You can see some remnants from the road. The heart of Livermore has a cabin, is still private property and is posted as such.
 
The ruins of Livermore are actually more impressive when the leaves are down and there is enough snow to pack down the underbrush. During the summer it is all obscured, but in the winter you realize that it was a fairly big town. There are numerous cuts in the slope to the right where buildings used to sit. The old foundations for the sawmill rails are quite impressive, they run for quite a distance.

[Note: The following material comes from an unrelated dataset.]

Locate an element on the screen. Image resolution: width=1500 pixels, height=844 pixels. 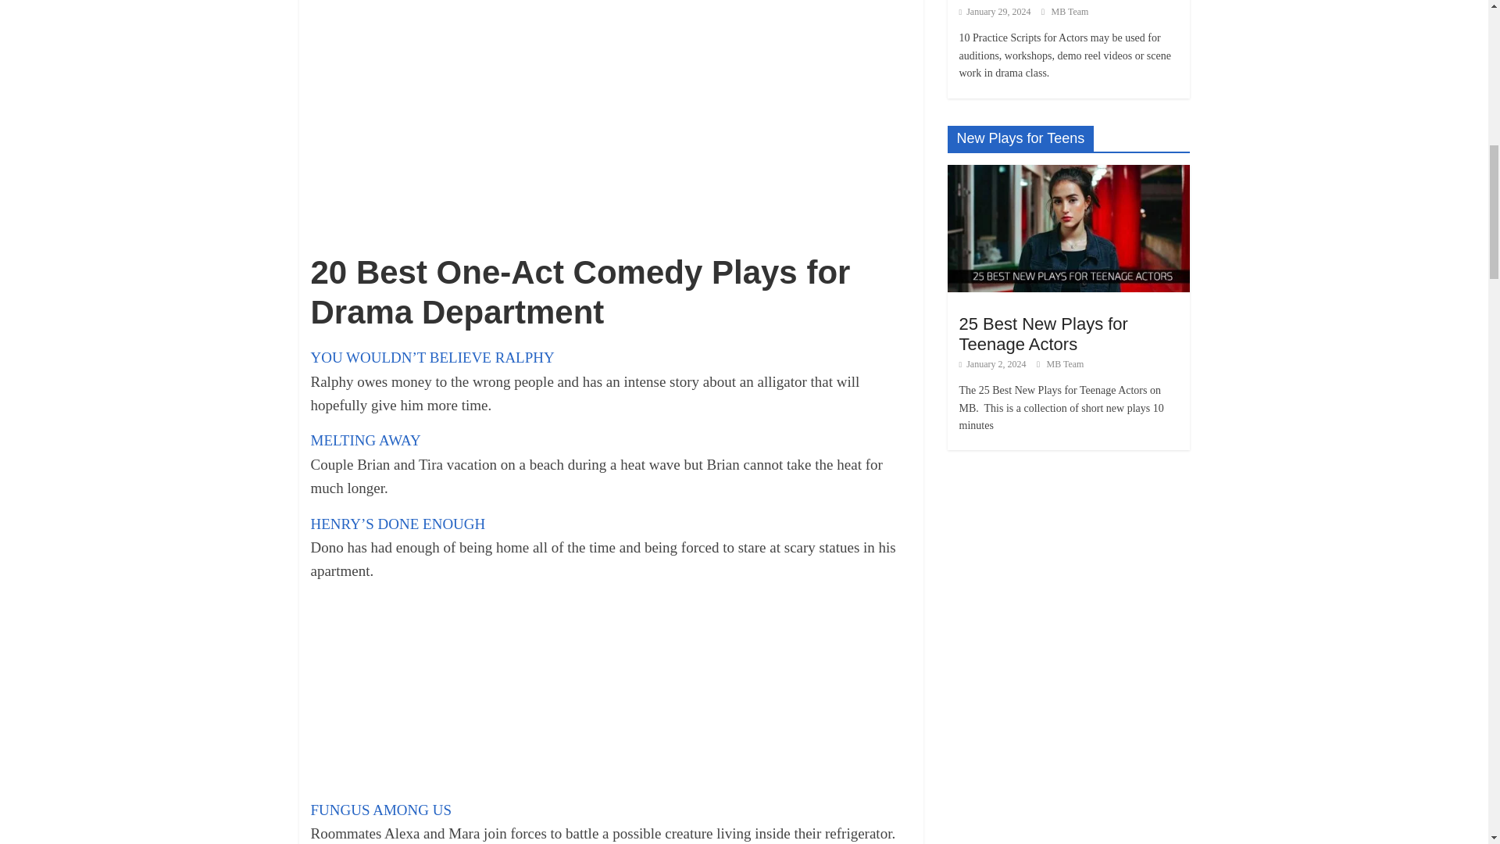
25 Best New Plays for Teenage Actors is located at coordinates (1067, 172).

The local oft repeated rumor over the years is that one of the previous owners of the camp either sold or left the property to a new owner with the proviso that it would revert to some other private owner if the current owner attempts to sell it to the forest service. Apparently the forest service has been quite aggressive in the past in trying to buy out the inholding. There was speculation that the extended time it took to rebuild sawyer river road after a wash out a few years back was another tactic to drive them out. I did run into someone years ago who claimed that they had checked out the deeds at the registry and had contacted the owner about selling and he had confirmed the story but this could qualify as a not so "urban" myth.
 
peakbagger said:
. . . The local oft repeated rumor over the years is that one of the previous owners of the camp either sold or left the property to a new owner with the proviso that it would revert to some other private owner if the current owner attempts to sell it to the forest service. . . ..
There may have been some restriction like that written into the deed or sale agreement, but it hardly seems like it would be enforceable or would withstand a legal challenge. As a friend of mine puts it regarding matters like this, "you can't rule from the grave, much as you'd like to sometimes."

G.
 
spiffy! didn't know there are still buildings left there. "Logging Railroads of the White Mountains" is a great book.

(FYI it refers in several places to George Morris's autobiography "Yankee Jurist" which is also a very good book, but sadly out of print. Here's a guy who was a lawyer but spent many months out in the wilds of NH dealing with timber trespass & other real estate law cases. One of the chapters is fascinating, it goes into his experiences in 1901-1902 when the State Legislature changed the boundary between Lincoln and Livermore, and a new boundary line had to be spotted at the edge of the Pemigewasset watershed. "Logging Railroads" quotes several short passages, but leaves out some of the best parts. If anyone is interested I can try scanning in that chapter -- I found a copy of the book at a used bookstore a few years ago.)